Mathew is not a trained historian; however, it was his personal struggle to understand the
impact of “race” on his business, his community, and his person that led him to look to
American history for answers. After 25 years what emerged from his personal study of
more than 100 books about the history of the early American Republic was the
conclusion that the contribution of the first 12 generations of African Americans was
vital to the birth, growth and survival of the United States of America.
Clifton D. Berry
Clifton D. Berry is a Principal at the Unpaid Labor Project, launched in January of 2015.
He is a graduate of Dartmouth College and a retired financial service professional whose
career in banking included commercial real estate lending, loan review and
administration, and government and community relations. Clifton was the lead executive
for the Federal National Mortgage Association (Fannie Mae) in St. Louis, Missouri from
its inception in 1995. His government and community relation functions and his
leadership of the Fannie Mae office placed him in the role of serving and advocating for
underserved people and communities of African Americans and other racial minorities.

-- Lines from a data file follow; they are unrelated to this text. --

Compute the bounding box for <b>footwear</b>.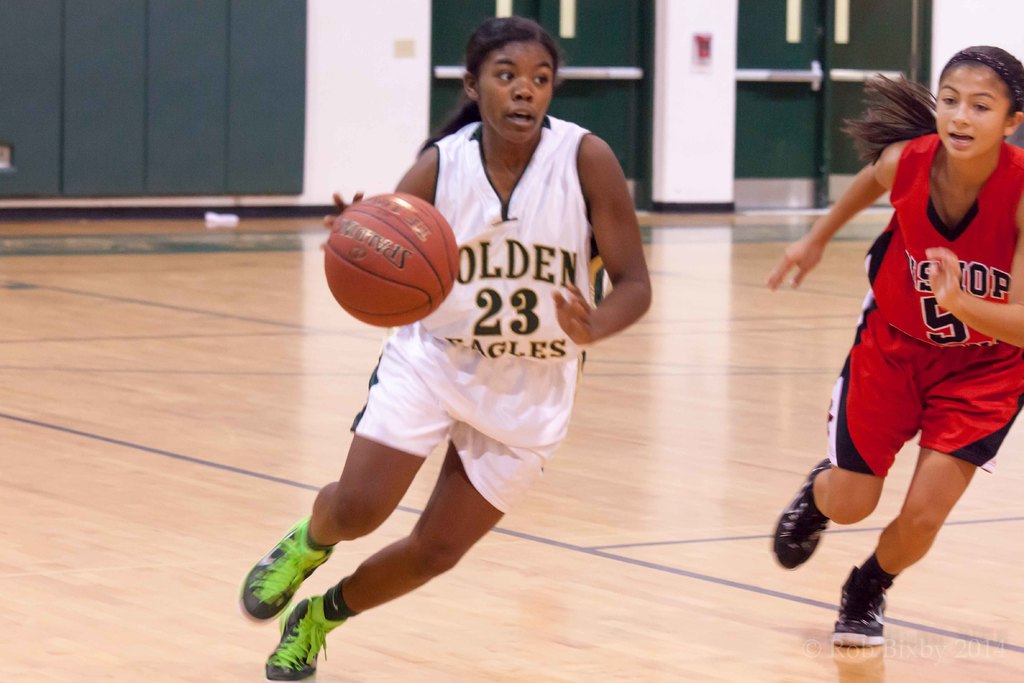
{"x1": 262, "y1": 593, "x2": 325, "y2": 682}.
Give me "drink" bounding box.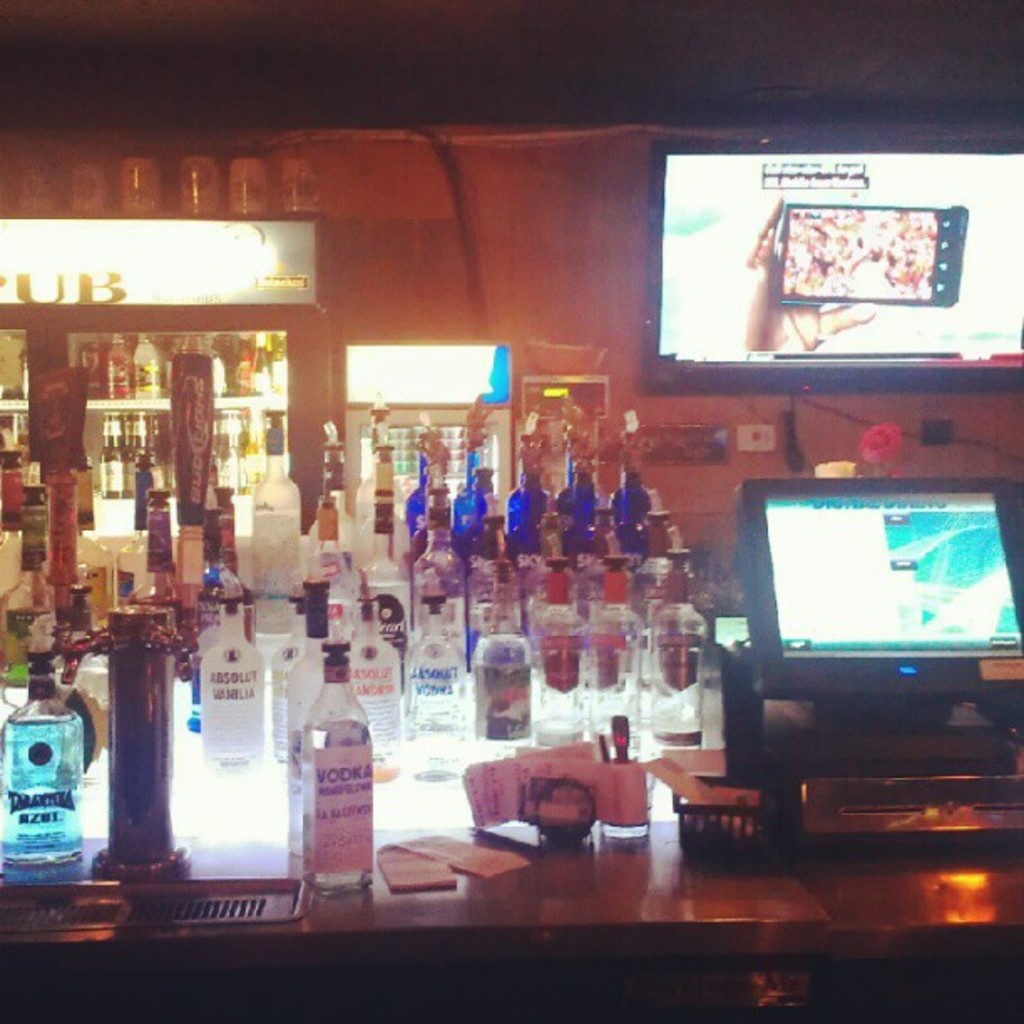
(350, 599, 400, 795).
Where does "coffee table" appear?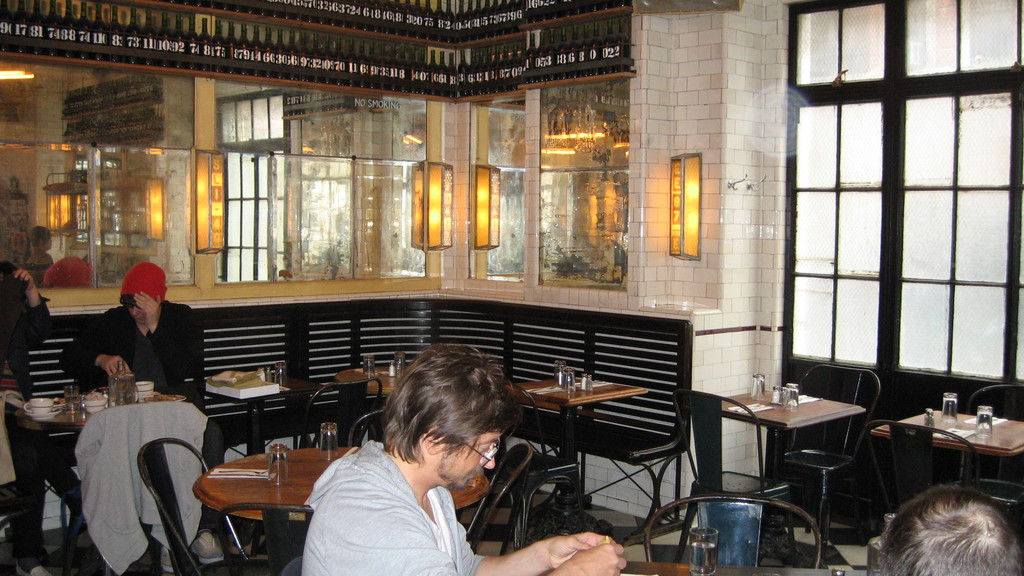
Appears at (x1=504, y1=366, x2=646, y2=507).
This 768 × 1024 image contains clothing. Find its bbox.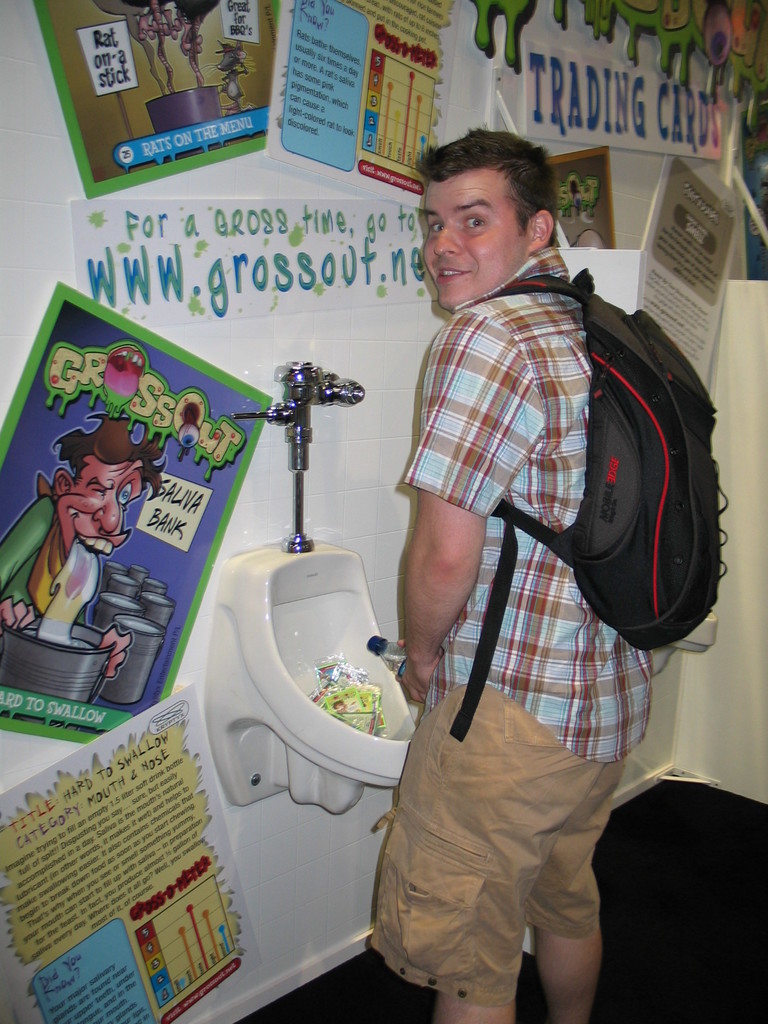
[358,170,701,956].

Clifton met Mathew Foggy, Jr. 30 years ago related to a business transaction. Over the
course of their decades long friendship Clifton has witnessed Mathew’s passion for social
justice for African Americans. He has learned from Mathew’s unique contribution
perspective on the history of slavery in America that comes from the research of the PhD
historians that Mathew has studied. As a result, Clifton has concluded that the
contribution perspective of racial slavery; the impact of the slave on the nation, is
powerful enough to change the way Americans think about the subject of “race” for the
better.
Mattaniah Foggy
Mattaniah Foggy is a Principal at the Unpaid Labor Project. Ms. Foggy is Mathew’s
daughter. She has primary responsibility for graphics and the design of all of the
Project’s collateral materials. She shares responsibility for marketing, social media
marketing, public relations, and planning. She holds an undergraduate degree in Business
Administration from Florida Agricultural and Mechanical University and a Master of
Business Administration degree with an emphasis in Marketing from Webster University.
Robert Pierce Forbes, PhD
Robert Pierce Forbes, PhD is a consultant to the Unpaid Labor Project. Dr. Forbes began
his work with the Project in August of 2015. Rob earned his PhD in History from Yale
University. He earned his undergraduate degree in History from The George Washington
University, graduating summa cum laude with special and departmental honors. Dr.

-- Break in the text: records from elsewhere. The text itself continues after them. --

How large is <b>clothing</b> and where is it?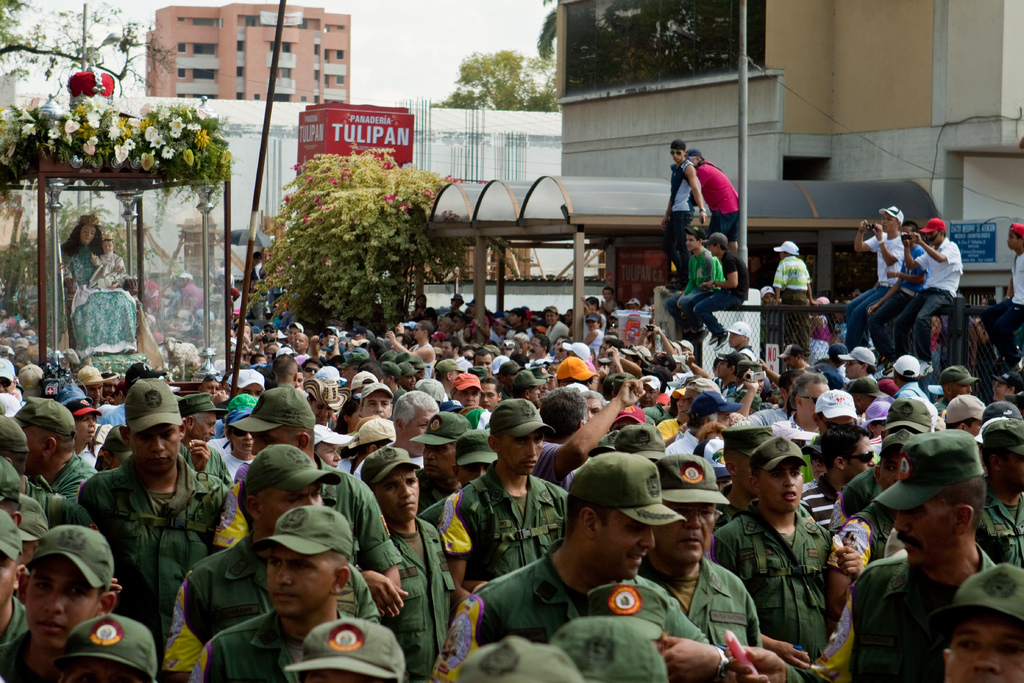
Bounding box: rect(0, 358, 17, 381).
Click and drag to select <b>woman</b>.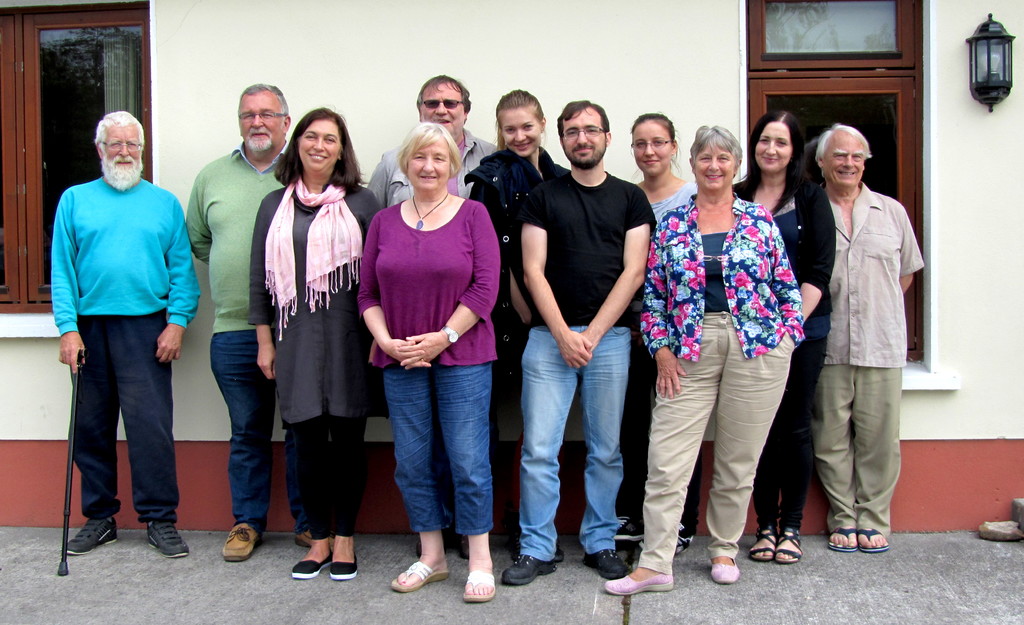
Selection: locate(732, 113, 834, 564).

Forbes is the founding Associate Director at the Gilder Lehrman Center for the Study of
Slavery, Resistance, and Abolition at Yale, and he presently serves as Lecturer in History
at Southern Connecticut State University.
Dr. Forbes is the author of the book The Missouri Compromise and Its Aftermath:
Slavery and the Meaning of America. Rob’s book is one of the books that Mathew
Foggy, Jr. studied during his search for meaning. It was in the introduction to The
Missouri Compromise that Mathew read
“…a narrative that negates all traces of a matter as massive as slavery must
inevitably distort the rest of the story as well.”
It was that statement regarding the role of racial slavery in American history that
convinced those at the Unpaid Labor Project that Dr. Forbes is the right person to assist
the Project. Since joining the Project Dr. Forbes has been integral to ensuring that the
Project is accurate regarding its interpretation of the history of the early American
Republic. He has also managed and fostered relationships with key historians and with
associations of historians such as The Society for Historians of the Early American
Republic (SHEAR) and the Organization of American Historians (OAH).